Cutting to the core of human experience, Mantel brutally and acutely writes about marriage, class, family, and sex. Unpredictable, diverse, and sometimes shocking, The Assassination of Margaret Thatcher displays a magnificent writer at the peak of her powers.


http://bit.ly/1ooGcjI
From the acclaimed author of The Book of Night Women comes one of the year’s most anticipated novels, a lyrical, masterfully written epic that explores the attempted assassination of Bob Marley in the late 1970s.

On December 3, 1976, just before the Jamaican general election and two days before Bob Marley was to play the Smile Jamaica Concert, gunmen stormed his house, machine guns blazing. The attack nearly killed the Reggae superstar, his wife, and his manager, and injured several others. Marley would go on to perform at the free concert on December 5, but he left the country the next day, not to return for two years.

Deftly spanning decades and continents and peopled with a wide range of characters—assassins, journalists, drug dealers, and even ghosts—A Brief History of Seven Killings is the fictional exploration of that dangerous and unstable time and its bloody aftermath, from the streets and slums of Kingston in the ‘70s, to the crack wars in ‘80s New York, to a radically altered Jamaica in the ‘90s. Brilliantly inventive and stunningly ambitious, this novel is a revealing modern epic that will secure Marlon James’ place among the great literary talents of his generation.


http://bit.ly/1pA7WkQ
From the bestselling author of The Solitude of Prime Numbers, a searing novel of war and the journey from youth into manhood
In Paolo Giordano’s highly awaited new novel, a platoon of young men and one woman soldier leaves Italy for one of the most dangerous places on earth. Forward Operating Base (FOB) in the Gulistan district of Afghanistan is nothing but an exposed sandpit scorched by inescapable sunlight and deadly mortar fire.

Each member in the platoon manages the toxic mix of boredom and fear that is life at the FOB in his own way. Brash Cederna shamelessly picks on the virgin Ietri. Giulia Zampieri seemingly navigates this male-dominated world with ease—until two male comrades start vying for her attention. And for medical officer Alessandro Egitto, the FOB serves as an escape from a real life even more dangerous than one fought with guns. At night, lying on their beds, they feel the beat of their own hearts, the ceaseless activity of the human body. But when a much-debated mission goes devastatingly awry, the soldiers find their lives changed in an instant.

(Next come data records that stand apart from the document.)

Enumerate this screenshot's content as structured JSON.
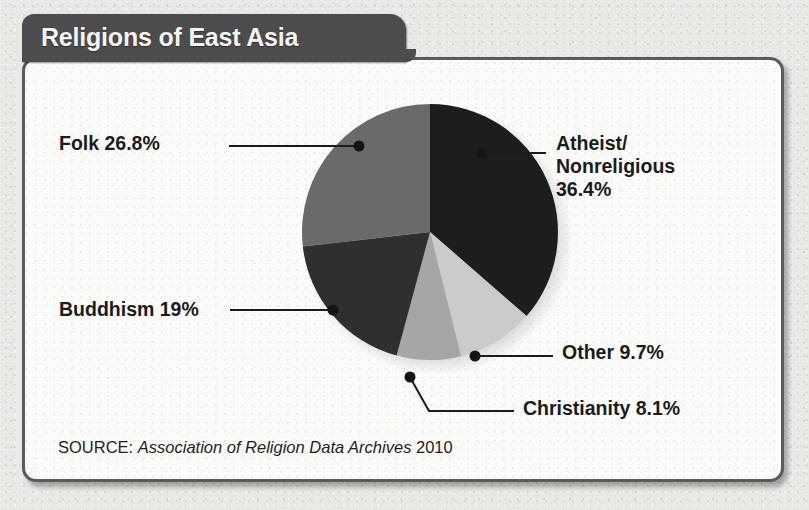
{
  "header": {
    "title": "Religions of East Asia"
  },
  "source": {
    "label": "SOURCE:",
    "name": "Association of Religion Data Archives",
    "year": "2010"
  },
  "labels": {
    "folk": "Folk 26.8%",
    "buddhism": "Buddhism 19%",
    "atheist": "Atheist/\nNonreligious\n36.4%",
    "atheist_line1": "Atheist/",
    "atheist_line2": "Nonreligious",
    "atheist_line3": "36.4%",
    "other": "Other 9.7%",
    "christianity": "Christianity 8.1%"
  },
  "colors": {
    "atheist": "#1d1d1d",
    "other": "#cbcbcb",
    "christianity": "#a6a6a6",
    "buddhism": "#2f2f2f",
    "folk": "#6a6a6a",
    "title_tab": "#4c4c4c",
    "panel_border": "#5a5a5a",
    "panel_bg": "#fbfbfa",
    "page_bg": "#e9e8e5",
    "text": "#1b1b1b",
    "leader": "#1b1b1b"
  },
  "chart_data": {
    "type": "pie",
    "title": "Religions of East Asia",
    "source": "SOURCE: Association of Religion Data Archives 2010",
    "unit": "percent",
    "total": 100.0,
    "start_angle_deg": 0,
    "direction": "clockwise",
    "legend": "none (direct labels with leader lines)",
    "labels": [
      "Atheist/Nonreligious",
      "Other",
      "Christianity",
      "Buddhism",
      "Folk"
    ],
    "values": [
      36.4,
      9.7,
      8.1,
      19.0,
      26.8
    ],
    "slices": [
      {
        "label": "Atheist/Nonreligious",
        "value": 36.4,
        "display": "36.4%",
        "color": "#1d1d1d",
        "start_deg": 0.0,
        "end_deg": 131.04
      },
      {
        "label": "Other",
        "value": 9.7,
        "display": "9.7%",
        "color": "#cbcbcb",
        "start_deg": 131.04,
        "end_deg": 165.96
      },
      {
        "label": "Christianity",
        "value": 8.1,
        "display": "8.1%",
        "color": "#a6a6a6",
        "start_deg": 165.96,
        "end_deg": 195.12
      },
      {
        "label": "Buddhism",
        "value": 19.0,
        "display": "19%",
        "color": "#2f2f2f",
        "start_deg": 195.12,
        "end_deg": 263.52
      },
      {
        "label": "Folk",
        "value": 26.8,
        "display": "26.8%",
        "color": "#6a6a6a",
        "start_deg": 263.52,
        "end_deg": 360.0
      }
    ]
  }
}
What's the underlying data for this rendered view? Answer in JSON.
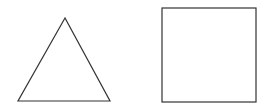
{
  "diagram": {
    "shapes": [
      {
        "type": "triangle",
        "label": "triangle",
        "stroke": "#333333",
        "points": [
          [
            65,
            18
          ],
          [
            18,
            101
          ],
          [
            110,
            101
          ]
        ]
      },
      {
        "type": "square",
        "label": "square",
        "stroke": "#333333",
        "x": 162,
        "y": 8,
        "width": 94,
        "height": 94
      }
    ],
    "background": "#ffffff"
  }
}
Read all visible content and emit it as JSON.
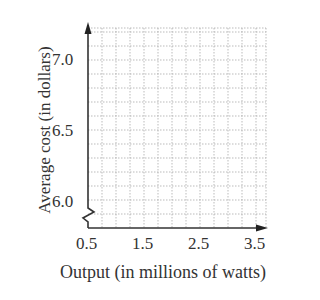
{
  "chart_data": {
    "type": "line",
    "title": "",
    "xlabel": "Output (in millions of watts)",
    "ylabel": "Average cost (in dollars)",
    "x_ticks": [
      "0.5",
      "1.5",
      "2.5",
      "3.5"
    ],
    "y_ticks": [
      "6.0",
      "6.5",
      "7.0"
    ],
    "xlim": [
      0.5,
      3.75
    ],
    "ylim": [
      5.85,
      7.2
    ],
    "grid": true,
    "y_axis_break": true,
    "series": []
  }
}
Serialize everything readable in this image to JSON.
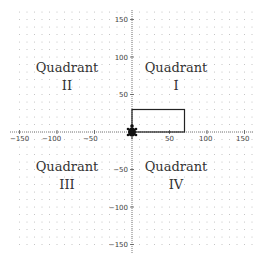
{
  "diagram": {
    "type": "coordinate-plane",
    "x_range": [
      -150,
      150
    ],
    "y_range": [
      -150,
      150
    ],
    "grid_step": 10,
    "label_step": 50,
    "x_tick_labels": [
      "−150",
      "−100",
      "−50",
      "50",
      "100",
      "150"
    ],
    "y_tick_labels": [
      "150",
      "100",
      "50",
      "−50",
      "−100",
      "−150"
    ],
    "quadrants": [
      {
        "name": "Quadrant",
        "numeral": "I"
      },
      {
        "name": "Quadrant",
        "numeral": "II"
      },
      {
        "name": "Quadrant",
        "numeral": "III"
      },
      {
        "name": "Quadrant",
        "numeral": "IV"
      }
    ],
    "rectangle": {
      "x": 0,
      "y": 0,
      "width": 70,
      "height": 30
    },
    "origin_marker": "turtle-icon",
    "colors": {
      "axis": "#555555",
      "grid_dot": "#bbbbbb",
      "rectangle": "#222222",
      "text": "#333333"
    }
  }
}
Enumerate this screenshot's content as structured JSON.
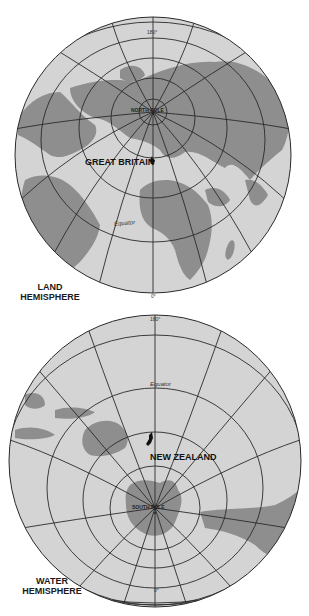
{
  "colors": {
    "ocean": "#d4d4d4",
    "land": "#8e8e8e",
    "grid": "#2a2a2a",
    "highlight": "#111111",
    "background": "#ffffff"
  },
  "land_hemisphere": {
    "title_line1": "LAND",
    "title_line2": "HEMISPHERE",
    "pole_label": "NORTH POLE",
    "top_meridian": "180°",
    "bottom_meridian": "0°",
    "equator_label": "Equator",
    "highlight_label": "GREAT BRITAIN"
  },
  "water_hemisphere": {
    "title_line1": "WATER",
    "title_line2": "HEMISPHERE",
    "pole_label": "SOUTH POLE",
    "top_meridian": "180°",
    "bottom_meridian": "0°",
    "equator_label": "Equator",
    "highlight_label": "NEW ZEALAND"
  }
}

A heartrending, redemptive story about brotherhood and family, modern war and the wars we wage with ourselves, Paolo Giordano’s visceral novel reminds us what it is to be human.
http://bit.ly/1ntu4mI
Once upon a time there was a king, and the king commissioned his favorite wizard to create a magic mirror. This mirror didn’t show you your reflection. It showed you your soul—it showed you who you really were.

The wizard couldn’t look at it without turning away. The king couldn’t look at it. The courtiers couldn’t look at it. A chestful of treasure was offered to anyone who could look at it for sixty seconds without turning away. And no one could.


The Zone of Interest is a love story with a violently unromantic setting. Can love survive the mirror? Can we even meet each other’s eye, after we have seen who we really are?

Powered by both wit and compassion, and in characteristically vivid prose, Martin Amis’s unforgettable new novel excavates the depths and contradictions of the human soul.